Richard Williams about the showcase concert @ Jazzahead! 2017 on his blog thebluemoment.com, 04/2017
The band consistently speak with one voice (she and bassist Marc Muellbauer often drop in and out of unison passages), and the coalescing conversation of ‘From Afar’ epitomises that in its brief piano motifs, answering double bass, and slowly gelling harmonies. Hülsmann’s meditative dynamism resonates through ‘Thatpujai’ (formed of solo phrases by the late German jazz pianist Jutta Hipp); drummer Heinrich Köbberling’s ‘You & You’ becomes almost Jarrett-like; the Kyrgyzstan folk tune ‘Biz Joluktuk’ is classically delicate; ‘JJ’ is relaxed and boppish, and Radiohead’s ‘All I Need’ suggests Hülsmann has listened to Brad Mehldau’s investigations of the same source. It’s a quietly classy and vivacious set.
John Fordham, The Guardian 04/2017
Like End Of A Summer, overt virtuosity has little place on Imprint, but the equilateral triangle that form this trio, with each side gently pushing and pulling – never for dominance but, perhaps for emphasis – is the unmistakable consequence of three players who, after being together for many years, have leapt to another plateau since joining ECM. With greater aplomb, and a more balanced blend of extroverted energy and the equal power of understatement, Imprint is a watershed recording for the egalitarian Hülsmann and her trio, and one of 2011´s best piano trio recordings to date.
JOHN KELMANN, ALL ABOUT JAZZ
As a pianist and as a composer Julia Hülsmann is a poet. She prefers a tight style with reverberating sound over an overflowing narrative style avoiding any pretense of depth. She does not shy away from pop songs and has included Seal’s „Kiss From a Rose“ on her last album among 6 of her own and 3 of her fellow musicians‘ compositions.
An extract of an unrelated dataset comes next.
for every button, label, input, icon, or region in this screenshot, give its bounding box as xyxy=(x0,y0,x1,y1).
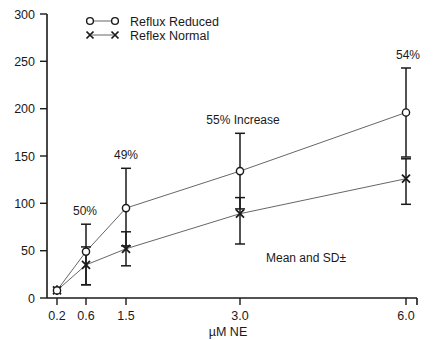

The song sounds as if it is one of her own compositions and her original pieces sound like standards. (…)Breath, space, frugality are actually keywords to describe her music. Transparency of interaction between the musicians. (…) Hülsmann does not allow her feelings to dominate her mind, but she allows them as it were as a corrective to her leaning towards transparent constructivism.Feelings, at times melancholy darkened. Not: sentimentalities.
PETER RUEDI, DIE ZEIT
This might just be one of the great jazz treatments of the songs of Kurt Weill. (…) Hülsmann´s ECM albums were intelligent distillations of familiar jazz-piano styles, but she opens up more on this enticing set, while staying alert to coaxings from the bass and drums, and to the eloquence of Bleckmann and trumpeterflugelhornist Tom Arthurs. (…) Not a sound is out of place on this beautifully crafted project, but it sounds open and spontaneous just the same.
Karl Ackermann, All About Jazz
This might just be one of the great jazz treatments of the songs of Kurt Weill. (…) Hülsmann´s ECM albums were intelligent distillations of familiar jazz-piano styles, but she opens up more on this enticing set, while staying alert to coaxings from the bass and drums, and to the eloquence of Bleckmann and trumpeterflugelhornist Tom Arthurs. (…) Not a sound is out of place on this beautifully crafted project, but it sounds open and spontaneous just the same.
JOHN FORDHAM, five stars in THE GUARDIAN
In the past she has often collaborated with vocalists, but now she has found a sound in the 88 keys which sounds like singing without her having to raise her voice. It is a singing which comes from deep inside and spreads through the whole body into the fingertips.